They have sallied forth to meet disappointment. The night is black as Erebus, and the girl gone out of sight. Nor can they tell which way she has taken; and to inquire might get them “guyed,” if not worse. Besides, they see no one of whom inquiry could be made. A dark shadow passes them, apparently the figure of a man; but so dimly descried, and going in such rapid gait, they refrain from hailing him.
Not likely they will see more of the “monstrously crummy creetya” that night—they may on the morrow somewhere—perhaps at the little chapel close by.
Registering a mental vow to do their devotions there, and recalling the bottle of fizz left uncorked on the counter they return to finish it.
And they drain it dry, gulping down several goes of B-and-S, besides, ere ceasing to think of the “devilish nice gal,” on whose dainty little fist they would so like fitting kid gloves.
Meanwhile, she, who has so much interested the dry goods gentlemen, is making her way along the road which leads past the Widow Wingate’s cottage, going at a rapid pace, but not continuously. At intervals she makes stops, and stands listening—her glances sent interrogatively to the front. She acts as one expecting to hear footsteps, or a voice in friendly salutation—and see him saluting, for it is a man.
Footsteps are there besides her own, but not heard by her, nor in the direction she is hoping to hear them. Instead, they are behind, and light, though made by a heavy man. For he is treading gingerly as if on eggs—evidently desirous not to make known his proximity. Near he is, and were the light only a little clearer she would surely see him. Favoured by its darkness he can follow close, aided also by the shadowing trees, and still further from her attention being all given to the ground in advance, with thoughts preoccupied.
But closely he follows her, but never coming up. When she stops he does the same, moving on again as she moves forward. And so for several pauses, with spells of brisk walking between.
Opposite the Wingates’ cottage she tarries longer than elsewhere. There was a woman standing in the door, who, however, does not observe her—cannot—a hedge of holly between. Cautiously parting its spinous leaves and peering through, the young girl takes a survey, not of the woman, whom she well knows, but of a window—the only one in which there is a light. And less the window than the walls inside. On her way to the Ferry she had stopped to do the same; then seeing shadows—two of them—one a woman’s, the other of a man. The woman is there in the door—Mrs Wingate herself; the man, her son, must be elsewhere.
“Under the elm, by this,” says Mary Morgan, in soliloquy. “I’ll find him there,”—she adds, silently gliding past the gate.
“Under the elm,” mutters the man who follows, adding, “I’ll kill her there—ay, both!”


### EXERCISE OBJECTIVE
An exact transcript of all the records is required, with nothing left out.

--- SOURCE DATA Enclosed Below ---

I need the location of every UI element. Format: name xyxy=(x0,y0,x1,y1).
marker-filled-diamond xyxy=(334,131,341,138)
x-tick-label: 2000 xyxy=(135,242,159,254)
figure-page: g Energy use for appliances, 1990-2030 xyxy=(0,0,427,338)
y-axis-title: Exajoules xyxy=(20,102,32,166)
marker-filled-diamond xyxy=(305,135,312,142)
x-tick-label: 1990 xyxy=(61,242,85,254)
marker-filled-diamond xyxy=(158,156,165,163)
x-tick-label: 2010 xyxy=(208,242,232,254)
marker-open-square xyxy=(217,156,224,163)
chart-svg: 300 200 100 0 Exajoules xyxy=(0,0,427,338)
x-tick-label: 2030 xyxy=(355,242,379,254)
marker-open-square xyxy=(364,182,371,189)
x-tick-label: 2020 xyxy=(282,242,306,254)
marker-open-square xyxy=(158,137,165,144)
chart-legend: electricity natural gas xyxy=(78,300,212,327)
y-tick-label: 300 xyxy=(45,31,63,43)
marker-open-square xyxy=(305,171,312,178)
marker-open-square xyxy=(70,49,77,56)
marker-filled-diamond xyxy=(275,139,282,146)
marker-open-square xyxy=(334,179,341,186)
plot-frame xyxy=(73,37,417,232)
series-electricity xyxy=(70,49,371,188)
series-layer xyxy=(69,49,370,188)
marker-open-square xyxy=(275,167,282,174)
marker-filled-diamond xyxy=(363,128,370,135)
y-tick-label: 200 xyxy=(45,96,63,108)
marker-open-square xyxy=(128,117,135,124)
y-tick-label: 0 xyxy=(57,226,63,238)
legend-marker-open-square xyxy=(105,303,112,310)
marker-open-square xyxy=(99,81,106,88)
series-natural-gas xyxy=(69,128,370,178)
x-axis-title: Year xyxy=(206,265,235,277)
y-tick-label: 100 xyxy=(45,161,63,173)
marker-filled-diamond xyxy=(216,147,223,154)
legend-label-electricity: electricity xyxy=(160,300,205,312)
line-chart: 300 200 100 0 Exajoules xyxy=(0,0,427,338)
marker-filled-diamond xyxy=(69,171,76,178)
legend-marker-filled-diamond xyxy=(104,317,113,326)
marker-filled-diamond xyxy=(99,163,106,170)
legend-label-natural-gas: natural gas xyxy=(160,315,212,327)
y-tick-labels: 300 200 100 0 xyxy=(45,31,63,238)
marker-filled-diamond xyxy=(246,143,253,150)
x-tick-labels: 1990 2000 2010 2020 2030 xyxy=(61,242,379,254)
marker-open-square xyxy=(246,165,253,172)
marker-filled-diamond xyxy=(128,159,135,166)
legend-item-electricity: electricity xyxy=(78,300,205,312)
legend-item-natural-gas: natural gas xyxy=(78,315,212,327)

--- End of Enclosed SOURCE DATA ---

### ANSWER TO THIS EXERCISE
I need the location of every UI element. Format: name xyxy=(x0,y0,x1,y1).
marker-filled-diamond xyxy=(334,131,341,138)
x-tick-label: 2000 xyxy=(135,242,159,254)
figure-page: g Energy use for appliances, 1990-2030 xyxy=(0,0,427,338)
y-axis-title: Exajoules xyxy=(20,102,32,166)
marker-filled-diamond xyxy=(305,135,312,142)
x-tick-label: 1990 xyxy=(61,242,85,254)
marker-filled-diamond xyxy=(158,156,165,163)
x-tick-label: 2010 xyxy=(208,242,232,254)
marker-open-square xyxy=(217,156,224,163)
chart-svg: 300 200 100 0 Exajoules xyxy=(0,0,427,338)
x-tick-label: 2030 xyxy=(355,242,379,254)
marker-open-square xyxy=(364,182,371,189)
x-tick-label: 2020 xyxy=(282,242,306,254)
marker-open-square xyxy=(158,137,165,144)
chart-legend: electricity natural gas xyxy=(78,300,212,327)
y-tick-label: 300 xyxy=(45,31,63,43)
marker-open-square xyxy=(305,171,312,178)
marker-open-square xyxy=(70,49,77,56)
marker-filled-diamond xyxy=(275,139,282,146)
marker-open-square xyxy=(334,179,341,186)
plot-frame xyxy=(73,37,417,232)
series-electricity xyxy=(70,49,371,188)
series-layer xyxy=(69,49,370,188)
marker-open-square xyxy=(275,167,282,174)
marker-filled-diamond xyxy=(363,128,370,135)
y-tick-label: 200 xyxy=(45,96,63,108)
marker-open-square xyxy=(128,117,135,124)
y-tick-label: 0 xyxy=(57,226,63,238)
legend-marker-open-square xyxy=(105,303,112,310)
marker-open-square xyxy=(99,81,106,88)
series-natural-gas xyxy=(69,128,370,178)
x-axis-title: Year xyxy=(206,265,235,277)
y-tick-label: 100 xyxy=(45,161,63,173)
marker-filled-diamond xyxy=(216,147,223,154)
legend-label-electricity: electricity xyxy=(160,300,205,312)
line-chart: 300 200 100 0 Exajoules xyxy=(0,0,427,338)
marker-filled-diamond xyxy=(69,171,76,178)
legend-marker-filled-diamond xyxy=(104,317,113,326)
marker-filled-diamond xyxy=(99,163,106,170)
legend-label-natural-gas: natural gas xyxy=(160,315,212,327)
y-tick-labels: 300 200 100 0 xyxy=(45,31,63,238)
marker-filled-diamond xyxy=(246,143,253,150)
x-tick-labels: 1990 2000 2010 2020 2030 xyxy=(61,242,379,254)
marker-open-square xyxy=(246,165,253,172)
marker-filled-diamond xyxy=(128,159,135,166)
legend-item-electricity: electricity xyxy=(78,300,205,312)
legend-item-natural-gas: natural gas xyxy=(78,315,212,327)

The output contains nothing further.